Member states finance the UN and its agencies through two streams: “assessed contributions”, which are treaty obligations and cover the UN’s $3.7bn regular budget, including the general assembly, as well as its $5.6bn peacekeeping budget; and “voluntary contributions”, which account for the majority of its income.

China’s share of the regular budget grew from 0.99 per cent in 2000 to 20 per cent, or $680mn, in 2025, just shy of the US at 22 per cent.

According to the latest data provided by the UN, the US owed about $1.5bn and China $597mn as of April 30 in unpaid contributions to the 2025 regular budget. The US owed another $1.5bn and China $587mn to the peacekeeping budget.

“The Chinese always pay late and do not give reasons,” said a diplomat in Geneva who works with the UN. Along with the US, China’s late payments threatened to “create a pretty huge liquidity crisis for the UN”, the diplomat said.

Many countries are regularly late paying dues, including the US, which defers its payments according to its fiscal calendar.
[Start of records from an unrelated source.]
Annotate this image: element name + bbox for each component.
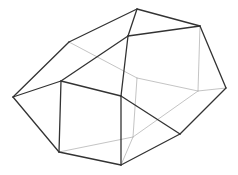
edge-A-B <box>137 9 200 26</box>
edge-J-N <box>133 78 137 137</box>
edge-K-M <box>121 134 180 165</box>
edge-L-M <box>59 152 121 165</box>
edge-N-M <box>121 137 133 165</box>
polyhedron-wireframe <box>0 0 238 175</box>
edge-I-N <box>133 91 198 137</box>
visible-edges <box>13 9 226 165</box>
edge-B-I <box>198 26 200 91</box>
edge-F-L <box>59 81 61 152</box>
edge-E-L <box>13 97 59 152</box>
edge-B-H <box>200 26 226 88</box>
edge-L-N <box>59 137 133 152</box>
edge-G-K <box>121 96 180 134</box>
hidden-edges <box>59 26 226 165</box>
edge-K-H <box>180 88 226 134</box>
edge-I-H <box>198 88 226 91</box>
edge-J-I <box>137 78 198 91</box>
edge-C-B <box>128 26 200 36</box>
edge-F-G <box>61 81 121 96</box>
edge-C-G <box>121 36 128 96</box>
edge-E-F <box>13 81 61 97</box>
Pew Research Center found that only 53 of the UN’s 193 member states paid their regular budget contributions on time every year since 2019, while UN data showed 41 remained in arrears as of the end of 2024.

Under UN rules, any unspent funds each year, even if they are submitted late, are credited to dues owed for the following year — meaning delayed payments force UN operations to go underfunded and save donor countries money.

In addition to late regular dues, China makes relatively low voluntary contributions to the UN’s web of humanitarian agencies, their main source of funding, relative to its size, according to experts.

Questioned about its late payments, China’s mission to the UN said: “The UN Secretariat should improve its planning and budget management for fund expenditures to reduce the financial impact of different payment timelines from member states.”

It added: “Delays in the payment of contributions due to procedural reasons are fundamentally different in nature and impact from the long-term failure of the largest contributor to pay a massive amount.”

The budget shortfalls come as China is manoeuvring to gain influence at the UN through appointments and a planned restructuring of its agencies.

David Scheffer, senior fellow at the Council on Foreign Relations, said that, given China’s focus on influencing the UN system towards its point of view, “I find it a little inexplicable why they’re delaying payments”.

Beijing has attacked the US over late payments, and for Trump’s withdrawal from organisations such as the World Health Organization and Human Rights Council. The US has set caps on funding for UN peacekeeping, and plans to withdraw from Unesco next year.

Beijing has promised to step up WHO funding to fill the gap left by the US. But it has yet to commit significant voluntary contributions and its past donations have lagged behind the US.

Washington paid a total of $13bn to the UN system in 2023, three-quarters of which was in the form of voluntary contributions, according to UN data. China paid $2.3bn that year, $150mn of which was voluntary.

“In the two-thirds of the stream that really funds the UN, China pays negligible amounts,” said Courtney Fung, an associate professor at Macquarie University.